Greek pottery was frequently signed, sometimes by the potter or the master of the pottery, but only occasionally by the painter. Hundreds of painters are, however, identifiable by their artistic personalities: where their signatures have not survived they are named for their subject choices, such as the Achilles Painter, by the potter they worked for, such as the late Archaic Kleophrades Painter, or even by their modern locations, such as the late Archaic Berlin Painter. Other vase painters such as Douris, Makron, and Kleophrades exhibited exquisitely rendered details.

(source 1/2/3/4/5)

Unswept Floor, Roman copy of the mosaic by Sosus of Pergamon (source)

HOW

The secco and fresco methods were used in wall art during the Hellenistic period. The fresco technique required layers of lime-rich plaster to be applied to the surface before they could be decorated, whilst the secco method, employed gum arabic and egg tempera to create features on marble or other stone. Both techniques made use of locally available materials, manufactured artificial pigments, and organic materials as colorants.

The evolution of mosaic artwork during the Hellenistic Era started with pebble mosaics, best depicted in the 5th century BC at the site of Olynthos. Pebble mosaics were created by arranging tiny black and white pebbles of varying sizes in a rectangular or circular panel to depict images from mythology.

The mosaics at the site of Pella, during the 4th century BC, show the usage of stones that have been tinted in a wider spectrum of hues and tones and demonstrate the use of lead wire and terracotta to generate more defined curves and features.

From the third century BC, increased usage of precisely cut pebbles, broken stones, glass, and baked ceramic, known as tesserae, are seen. (source)

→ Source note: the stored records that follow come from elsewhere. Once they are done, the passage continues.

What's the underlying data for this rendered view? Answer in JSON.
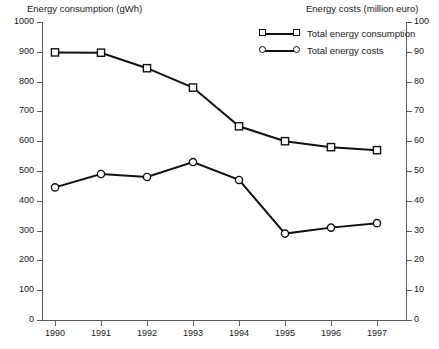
{
  "chart_data": {
    "type": "line",
    "title": "",
    "xlabel": "",
    "ylabel": "Energy consumption (gWh)",
    "y2label": "Energy costs (million euro)",
    "categories": [
      "1990",
      "1991",
      "1992",
      "1993",
      "1994",
      "1995",
      "1996",
      "1997"
    ],
    "grid": false,
    "legend_position": "top-right",
    "ylim": [
      0,
      1000
    ],
    "y2lim": [
      0,
      100
    ],
    "yticks": [
      "0",
      "100",
      "200",
      "300",
      "400",
      "500",
      "600",
      "700",
      "800",
      "900",
      "1000"
    ],
    "y2ticks": [
      "0",
      "10",
      "20",
      "30",
      "40",
      "50",
      "60",
      "70",
      "80",
      "90",
      "100"
    ],
    "series": [
      {
        "name": "Total energy consumption",
        "axis": "left",
        "marker": "square",
        "color": "#111111",
        "values": [
          898,
          897,
          845,
          780,
          650,
          600,
          580,
          570
        ]
      },
      {
        "name": "Total energy costs",
        "axis": "right",
        "marker": "circle",
        "color": "#111111",
        "values": [
          44.5,
          49,
          48,
          53,
          47,
          29,
          31,
          32.5
        ]
      }
    ]
  },
  "legend": {
    "items": [
      {
        "label": "Total energy consumption",
        "marker": "square"
      },
      {
        "label": "Total energy costs",
        "marker": "circle"
      }
    ]
  }
}
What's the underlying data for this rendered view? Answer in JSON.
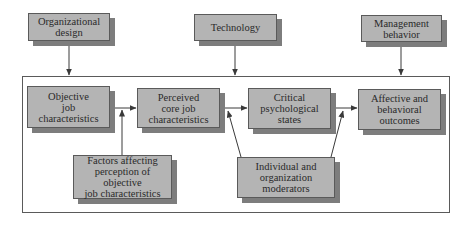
{
  "diagram": {
    "type": "flowchart",
    "influences": [
      {
        "id": "org",
        "label": "Organizational\ndesign"
      },
      {
        "id": "tech",
        "label": "Technology"
      },
      {
        "id": "mgmt",
        "label": "Management\nbehavior"
      }
    ],
    "main_chain": [
      {
        "id": "objective",
        "label": "Objective\njob\ncharacteristics"
      },
      {
        "id": "perceived",
        "label": "Perceived\ncore job\ncharacteristics"
      },
      {
        "id": "critical",
        "label": "Critical\npsychological\nstates"
      },
      {
        "id": "outcomes",
        "label": "Affective and\nbehavioral\noutcomes"
      }
    ],
    "moderators": [
      {
        "id": "factors",
        "label": "Factors affecting\nperception of objective\njob characteristics"
      },
      {
        "id": "individual",
        "label": "Individual and\norganization\nmoderators"
      }
    ],
    "edges": [
      {
        "from": "org",
        "to": "container"
      },
      {
        "from": "tech",
        "to": "container"
      },
      {
        "from": "mgmt",
        "to": "container"
      },
      {
        "from": "objective",
        "to": "perceived"
      },
      {
        "from": "perceived",
        "to": "critical"
      },
      {
        "from": "critical",
        "to": "outcomes"
      },
      {
        "from": "factors",
        "to": "objective-perceived-edge"
      },
      {
        "from": "individual",
        "to": "perceived-critical-edge"
      },
      {
        "from": "individual",
        "to": "critical-outcomes-edge"
      }
    ],
    "colors": {
      "box_fill": "#b4b4b4",
      "box_shadow": "#7d7d7d",
      "line": "#3a3a3a"
    }
  }
}
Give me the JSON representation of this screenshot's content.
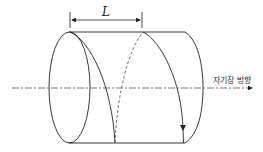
{
  "diagram": {
    "title": "",
    "pitch_label": "L",
    "field_direction_label": "자기장 방향",
    "elements": [
      "cylinder",
      "helical-path-front",
      "helical-path-back-dashed",
      "magnetic-field-axis-arrow",
      "pitch-dimension-arrow"
    ],
    "colors": {
      "line": "#222222",
      "dashed": "#555555",
      "background": "#ffffff"
    }
  }
}
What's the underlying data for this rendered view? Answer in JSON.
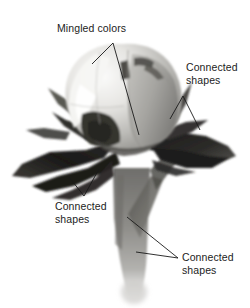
{
  "figure": {
    "background_color": "#ffffff",
    "text_color": "#1c1c1c",
    "leader_line_color": "#1a1a1a"
  },
  "annotations": [
    {
      "id": "mingled-colors",
      "text": "Mingled colors",
      "position": "top-center"
    },
    {
      "id": "connected-shapes-right",
      "text": "Connected\nshapes",
      "position": "upper-right"
    },
    {
      "id": "connected-shapes-left",
      "text": "Connected\nshapes",
      "position": "lower-left"
    },
    {
      "id": "connected-shapes-bottom",
      "text": "Connected\nshapes",
      "position": "bottom-right"
    }
  ],
  "artwork": {
    "palette": {
      "highlight": "#f2f1ef",
      "petal_light": "#dcdbd7",
      "petal_mid": "#a9a8a4",
      "petal_shadow": "#6e6d6a",
      "petal_dark": "#3f3e3c",
      "sepal_dark": "#232221",
      "sepal_black": "#121111",
      "stem_mid": "#8d8c88",
      "stem_dark": "#5a5956",
      "stem_fade": "#c9c8c5"
    }
  }
}
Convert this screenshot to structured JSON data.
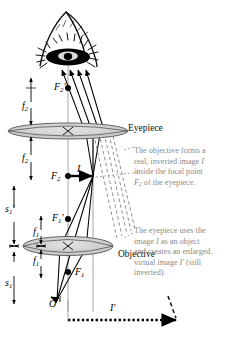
{
  "figure": {
    "type": "optics-ray-diagram",
    "background_color": "#ffffff",
    "ink_color": "#000000",
    "annotation_color": "#8a8a8a",
    "lens_fill_color": "#cfcfcf",
    "lens_stroke_color": "#555555"
  },
  "labels": {
    "eyepiece": "Eyepiece",
    "objective": "Objective",
    "f2_upper": "f2",
    "f2_lower": "f2",
    "f1_upper": "f1",
    "f1_lower": "f1",
    "s1_prime": "s1′",
    "s1": "s1",
    "F2_prime": "F2′",
    "F2": "F2",
    "F1_prime": "F1′",
    "F1": "F1",
    "O": "O",
    "I": "I",
    "I_prime": "I′"
  },
  "annotations": [
    {
      "id": "objective-note",
      "lines": [
        "The objective forms a",
        "real, inverted image I",
        "inside the focal point",
        "F2 of the eyepiece."
      ]
    },
    {
      "id": "eyepiece-note",
      "lines": [
        "The eyepiece uses the",
        "image I as an object",
        "and creates an enlarged,",
        "virtual image I′ (still",
        "inverted)."
      ]
    }
  ],
  "elements": {
    "eye": "observer-eye-illustration",
    "rays_solid": "real-ray-paths",
    "rays_dashed": "virtual-ray-extensions",
    "optic_axis": "vertical-optic-axis",
    "image_arrow_I": "real-inverted-image-arrow",
    "image_arrow_I_prime": "virtual-enlarged-image-arrow-dotted"
  }
}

Lion hunt. Mosaic from Pella (ancient Macedonia), late 4th century BC, depicting Alexander the Great and Craterus (source)

WHY

The Greeks decided very early on that the human form was the most important subject for artistic endeavour. Seeing their gods as having human form, there was little distinction between the sacred and the secular in art—the human body was both secular and sacred. A male nude of Heracles had only slight differences in treatment to one of that year’s Olympic boxing champion. The Greeks did not produce monumental sculpture merely for artistic display, statues were commissioned either by aristocratic individuals or by the state, and used for public memorials, as offerings to temples, oracles, and sanctuaries (as is frequently shown by inscriptions on the statues), or as markers for graves. (source)

Marble grave stele with a family group ca. 360 BCE (source)

I hope you’ve enjoyed this journey into Ancient Greek Art!